Review: Fool, by Christopher Moore
- Drake McDonald
- Nov 6
- 4 min read

Rating:
🥹🥹🥹🥹🥹
First Response:
After yesterday's fun romp, I wasn't prepared for this book to tug my heartstrings the way it did!
One Sentence Summary:
Pocket is the fool in the court of King Lear (yes, THAT King Lear); and while the events of Shakespeare's play are unfolding, Pocket is playing out his own hilarious, heartfelt drama in the background.
Tell Me More:
This is the book where I was SUPPOSED to meet Pocket of Dog-Snogging, until Libby did me wrong.
Reading the first book after I'd already read the third (see yesterday's review) had a number of unforeseen side effects-- mainly, I would notice the first time a long running joke still present in the third book appeared, and suddenly all the accumulated laughs of all its instances would hit all at once, leaving me almost paralyzed with laughter-- but perhaps the biggest difference between this book and Shakespeare for Squirrels is it's tone. Squirrels is a spin off of A Midsummer Night's Dream, one of Shakespeare's comedies.
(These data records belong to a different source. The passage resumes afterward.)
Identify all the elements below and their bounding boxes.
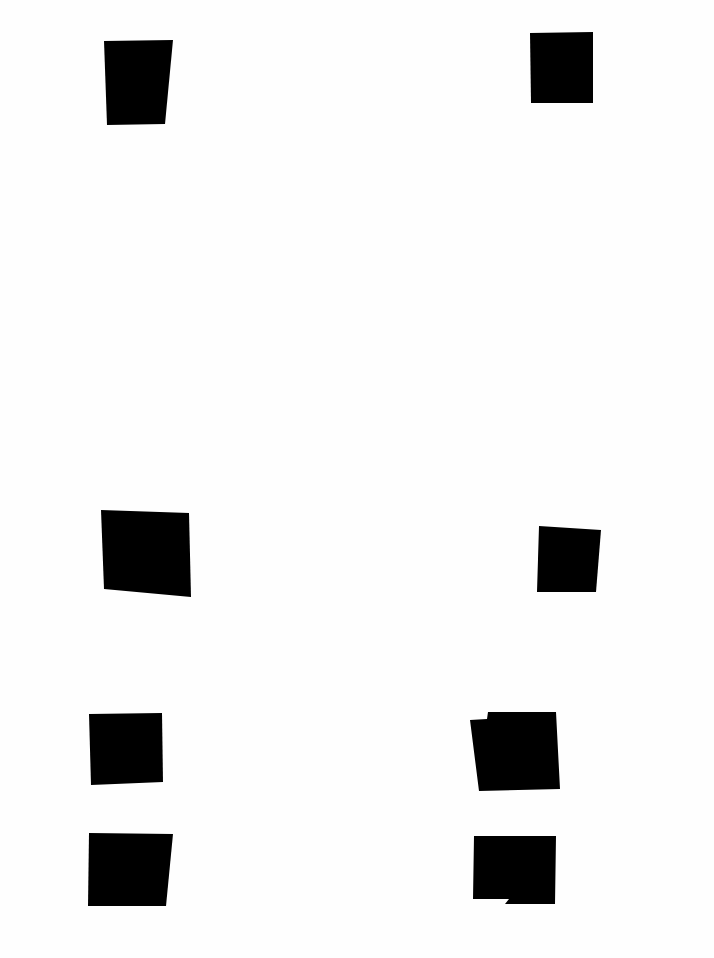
redaction-block-middle-right bbox=[537, 526, 601, 592]
redaction-block-lower-left-2 bbox=[88, 833, 173, 906]
redaction-block-middle-left bbox=[101, 510, 191, 597]
redaction-block-lower-left-1 bbox=[89, 713, 163, 785]
redaction-block-lower-right-1 bbox=[470, 712, 560, 791]
redaction-block-top-left bbox=[104, 40, 173, 125]
redaction-block-top-right bbox=[530, 32, 593, 103]
redaction-blocks bbox=[0, 0, 714, 958]
redaction-block-lower-right-2 bbox=[473, 836, 556, 904]
scanned-page bbox=[0, 0, 714, 958]
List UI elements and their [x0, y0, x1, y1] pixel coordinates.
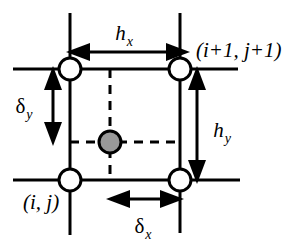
node-upper-right: [169, 58, 191, 80]
hx-label-symbol: h: [115, 21, 126, 45]
node-lower-left: [59, 169, 81, 191]
node-label-upper-right: (i+1, j+1): [196, 38, 282, 62]
delta-y-arrowhead-bottom: [44, 122, 62, 146]
interior-point: [99, 131, 121, 153]
delta-y-label-symbol: δ: [15, 94, 25, 118]
delta-x-arrowhead-left: [106, 190, 130, 208]
delta-y-dimension-arrow: [44, 66, 62, 146]
delta-x-label-symbol: δ: [134, 214, 144, 238]
delta-x-dimension-arrow: [106, 190, 184, 208]
hy-label: hy: [213, 118, 232, 146]
hy-label-subscript: y: [223, 131, 232, 146]
node-lower-right: [169, 169, 191, 191]
hx-label-subscript: x: [126, 34, 134, 49]
dashed-construction-lines: [70, 69, 180, 180]
grid-nodes: [59, 58, 191, 191]
node-label-lower-left: (i, j): [23, 190, 59, 214]
delta-y-label: δy: [15, 94, 33, 122]
delta-y-label-subscript: y: [24, 107, 33, 122]
hy-label-symbol: h: [213, 118, 224, 142]
hx-label: hx: [115, 21, 134, 49]
grid-cell-diagram: hx hy δy δx (i, j) (i+1, j+1): [0, 0, 291, 249]
hy-dimension-arrow: [188, 66, 206, 184]
node-upper-left: [59, 58, 81, 80]
diagram-canvas: hx hy δy δx (i, j) (i+1, j+1): [0, 0, 291, 249]
delta-x-label: δx: [134, 214, 152, 242]
delta-x-label-subscript: x: [144, 227, 152, 242]
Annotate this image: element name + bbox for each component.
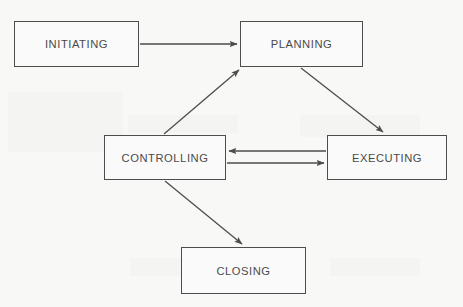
node-planning[interactable]: PLANNING	[240, 21, 363, 67]
node-controlling[interactable]: CONTROLLING	[104, 135, 226, 180]
node-initiating-label: INITIATING	[45, 38, 108, 50]
node-executing[interactable]: EXECUTING	[327, 135, 447, 180]
node-initiating[interactable]: INITIATING	[14, 21, 139, 67]
diagram-canvas: INITIATING PLANNING CONTROLLING EXECUTIN…	[0, 0, 463, 307]
scan-artifact	[330, 258, 420, 276]
edge-controlling-to-planning	[164, 70, 239, 134]
node-controlling-label: CONTROLLING	[122, 152, 209, 164]
scan-artifact	[300, 115, 420, 137]
edge-planning-to-executing	[301, 68, 383, 132]
edge-controlling-to-closing	[165, 181, 242, 244]
scan-artifact	[128, 115, 238, 133]
node-closing[interactable]: CLOSING	[181, 247, 306, 294]
node-planning-label: PLANNING	[271, 38, 333, 50]
node-closing-label: CLOSING	[216, 265, 270, 277]
node-executing-label: EXECUTING	[352, 152, 422, 164]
Pocket's comedic banter dovetails nicely with the comedic plot and tone of that play, and he fits into it almost invisibly.
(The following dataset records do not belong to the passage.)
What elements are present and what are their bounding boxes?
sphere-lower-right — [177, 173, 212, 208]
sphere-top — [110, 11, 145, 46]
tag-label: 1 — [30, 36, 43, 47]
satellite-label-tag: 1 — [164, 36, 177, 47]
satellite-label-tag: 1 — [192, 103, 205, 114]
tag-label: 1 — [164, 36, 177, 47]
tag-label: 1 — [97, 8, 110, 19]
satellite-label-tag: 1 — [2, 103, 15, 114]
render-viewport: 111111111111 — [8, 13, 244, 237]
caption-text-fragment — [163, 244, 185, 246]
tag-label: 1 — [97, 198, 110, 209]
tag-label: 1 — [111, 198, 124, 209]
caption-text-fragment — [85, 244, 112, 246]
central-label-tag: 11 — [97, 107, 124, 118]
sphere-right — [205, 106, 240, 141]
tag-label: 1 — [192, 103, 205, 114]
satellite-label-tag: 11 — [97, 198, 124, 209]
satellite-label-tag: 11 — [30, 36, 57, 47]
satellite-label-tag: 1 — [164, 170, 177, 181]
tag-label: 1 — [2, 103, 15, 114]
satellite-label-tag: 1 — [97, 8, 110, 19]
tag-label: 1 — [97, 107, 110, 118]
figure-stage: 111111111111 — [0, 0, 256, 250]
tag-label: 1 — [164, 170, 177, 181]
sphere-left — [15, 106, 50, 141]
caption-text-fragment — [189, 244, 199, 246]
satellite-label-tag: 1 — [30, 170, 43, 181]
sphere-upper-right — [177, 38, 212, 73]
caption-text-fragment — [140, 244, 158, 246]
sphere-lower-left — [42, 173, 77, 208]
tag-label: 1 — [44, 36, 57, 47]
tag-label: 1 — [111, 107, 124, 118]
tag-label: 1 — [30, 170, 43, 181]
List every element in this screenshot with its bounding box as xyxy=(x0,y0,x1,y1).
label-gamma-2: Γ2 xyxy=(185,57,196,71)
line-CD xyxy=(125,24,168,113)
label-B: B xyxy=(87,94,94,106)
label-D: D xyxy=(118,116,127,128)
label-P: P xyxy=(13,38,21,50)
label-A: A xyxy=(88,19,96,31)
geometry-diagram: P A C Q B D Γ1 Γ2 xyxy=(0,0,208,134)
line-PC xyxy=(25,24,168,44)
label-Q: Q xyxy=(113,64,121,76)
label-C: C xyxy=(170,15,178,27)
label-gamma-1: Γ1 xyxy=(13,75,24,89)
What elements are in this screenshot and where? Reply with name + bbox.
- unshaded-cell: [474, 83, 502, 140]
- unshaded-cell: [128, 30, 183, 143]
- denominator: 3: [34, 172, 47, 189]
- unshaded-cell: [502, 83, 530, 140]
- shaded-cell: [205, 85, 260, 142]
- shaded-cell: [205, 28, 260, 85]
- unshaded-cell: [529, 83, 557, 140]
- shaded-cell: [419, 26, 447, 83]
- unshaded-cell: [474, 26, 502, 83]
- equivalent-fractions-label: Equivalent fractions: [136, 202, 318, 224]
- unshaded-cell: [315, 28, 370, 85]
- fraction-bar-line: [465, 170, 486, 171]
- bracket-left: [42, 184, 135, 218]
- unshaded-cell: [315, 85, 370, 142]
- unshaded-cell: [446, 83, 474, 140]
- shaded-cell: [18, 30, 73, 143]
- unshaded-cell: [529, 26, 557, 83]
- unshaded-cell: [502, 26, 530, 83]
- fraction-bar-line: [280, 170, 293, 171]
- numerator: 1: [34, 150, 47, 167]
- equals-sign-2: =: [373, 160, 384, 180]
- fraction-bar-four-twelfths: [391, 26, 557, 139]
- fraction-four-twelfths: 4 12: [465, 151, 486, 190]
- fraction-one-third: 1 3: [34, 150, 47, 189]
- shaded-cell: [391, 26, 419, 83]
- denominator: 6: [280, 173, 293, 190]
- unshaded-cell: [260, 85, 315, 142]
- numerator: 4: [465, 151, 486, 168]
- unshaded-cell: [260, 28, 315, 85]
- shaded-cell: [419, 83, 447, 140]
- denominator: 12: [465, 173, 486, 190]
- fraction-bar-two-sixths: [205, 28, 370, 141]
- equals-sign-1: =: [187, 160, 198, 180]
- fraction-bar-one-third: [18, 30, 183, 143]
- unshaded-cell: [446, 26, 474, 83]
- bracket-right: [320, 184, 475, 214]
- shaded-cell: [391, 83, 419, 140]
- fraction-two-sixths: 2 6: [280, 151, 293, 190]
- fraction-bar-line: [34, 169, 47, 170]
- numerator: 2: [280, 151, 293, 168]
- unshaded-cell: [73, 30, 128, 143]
King Lear, on which this book is based, is not a comedy.
It's a tragedy.
A lot of people die in this one, and not for laughs.
Moore is a comedic writer, and Pocket (or simply Fool, as he was known in the original play) is a comedic character; but applying a comedic veneer to a tragedy leads to different result than applying a comedic veneer to a comedy. This one, however, works.
And it works really well.
The formula for this book is essentially the same as it was for Shakespeare for Squirrels (and yes, I know that technically this book came first, so it should be the other way around, but I read Squirrels first, so I'm referencing the series the wrong way around): The events of Shakespeare's play occur in almost perfect sync with their famous dramatic counterpart, while we watch Pocket weave his way through those events. Sometimes he even causes those events to occur. There's a mysterious, magical side character who whisks in and out (in Squirrels it was Rumor and his coat of tongues; in Fool it's a ghost (because there's always a ghost!) who dispenses odd rhyming prophecies) frustrating Pocket with their vague indications about what he should do to move the story forward. While this one isn't explicitly a detective novel in the way Squirrels was, there are a number of flashbacks and revelations that twist the narrative just as powerfully.
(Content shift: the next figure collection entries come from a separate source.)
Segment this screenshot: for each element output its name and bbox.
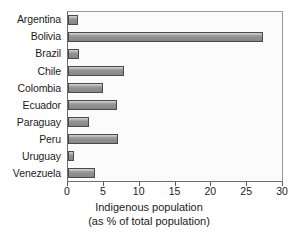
x-tick-label: 15 (169, 186, 181, 197)
category-axis: Argentina Bolivia Brazil Chile Colombia … (0, 11, 64, 182)
x-tick-label: 20 (204, 186, 216, 197)
plot-area (67, 11, 283, 182)
bar-ecuador (68, 100, 117, 110)
x-axis-title-line1: Indigenous population (0, 200, 298, 214)
bar-row (68, 80, 282, 97)
category-label-colombia: Colombia (0, 79, 64, 96)
category-label-brazil: Brazil (0, 45, 64, 62)
x-axis-title-line2: (as % of total population) (0, 214, 298, 228)
bar-bolivia (68, 32, 263, 42)
bar-brazil (68, 49, 79, 59)
category-label-venezuela: Venezuela (0, 165, 64, 182)
x-tick-label: 30 (276, 186, 288, 197)
bar-row (68, 29, 282, 46)
x-tick-label: 10 (133, 186, 145, 197)
category-label-argentina: Argentina (0, 11, 64, 28)
bar-colombia (68, 83, 103, 93)
category-label-uruguay: Uruguay (0, 148, 64, 165)
bar-chile (68, 66, 124, 76)
bar-argentina (68, 15, 78, 25)
bar-row (68, 46, 282, 63)
x-tick-label: 5 (100, 186, 106, 197)
category-label-peru: Peru (0, 131, 64, 148)
bar-row (68, 164, 282, 181)
bar-row (68, 63, 282, 80)
bar-chart: Argentina Bolivia Brazil Chile Colombia … (0, 0, 298, 235)
bar-paraguay (68, 117, 89, 127)
x-tick-label: 25 (240, 186, 252, 197)
category-label-bolivia: Bolivia (0, 28, 64, 45)
x-tick-label: 0 (64, 186, 70, 197)
bar-row (68, 113, 282, 130)
bar-venezuela (68, 168, 95, 178)
bar-uruguay (68, 151, 74, 161)
category-label-chile: Chile (0, 62, 64, 79)
bar-row (68, 97, 282, 114)
x-axis-title: Indigenous population (as % of total pop… (0, 200, 298, 228)
bar-row (68, 12, 282, 29)
category-label-ecuador: Ecuador (0, 96, 64, 113)
bar-row (68, 130, 282, 147)
bar-row (68, 147, 282, 164)
bar-peru (68, 134, 118, 144)
category-label-paraguay: Paraguay (0, 114, 64, 131)
bars-layer (68, 12, 282, 181)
Lear is a tragic figure in a tragic story, and the fool in the original play acts as a foil by highlighting the king's folly as he slowly descends from glory to the gutter. Because of the objective nature of theatre (i.e., because we can't see inside the Fool's head) he's a bit of a cipher on the original play. By flipping the script and giving Pocket so much depth, Fool asks us to question the tragedy of the original text. Granted, several of the images the novel creates to make this point are invented out of whole cloth, and have no precedent in the original text (At least, I don't think they do-- it's also been a minute since I read King Lear. It's not my favorite Shakespeare play either.); nonetheless, the book forces us to confront realities of power that were unquestioned when Shakespeare first wrote his play, but by the light of the twenty-first century deserve a reevaluation.
All of that being said, this book was still an incredibly fun ride. I got to learn Pocket's backstory and giggle at an impressive number of dick jokes like I was a thirteen year old boy again. The tragedy mixed with comedy played my heartstrings like a fiddle, as I've always loved a touch of melancholy with my laughter. I highly recommend this book, though perhaps not for the same teenage audience as I lauded for Squirrels. King Lear isn't a particularly easy play to get into, and isn't taught in schools the way Midsummer is. I'm not saying the teenage or YA audience couldn't appreciate this book-- I'm sure they could-- but King Lear isn't as accessible as ye olde fairie romp. When I was volunteering as a theatre tech with my community theatre in college, I once had a teenage boy tell me that his school had staged King Lear as one of their dramatic productions, and it was extremely difficult to make the play relevant for that audience. It makes sense, on the one hand-- Lear is a play about the twilight of life, after all-- but on the other, it makes me sad to think that such a profoundly moving portrayal of interfamilial politics and end-of-life care (or, perhaps more fittingly, the lack of end-of-life care) is so hard for teenagers to relate to. Death comes for us all-- some swiftly, some slowly, and Lear teaches us to remember that fact.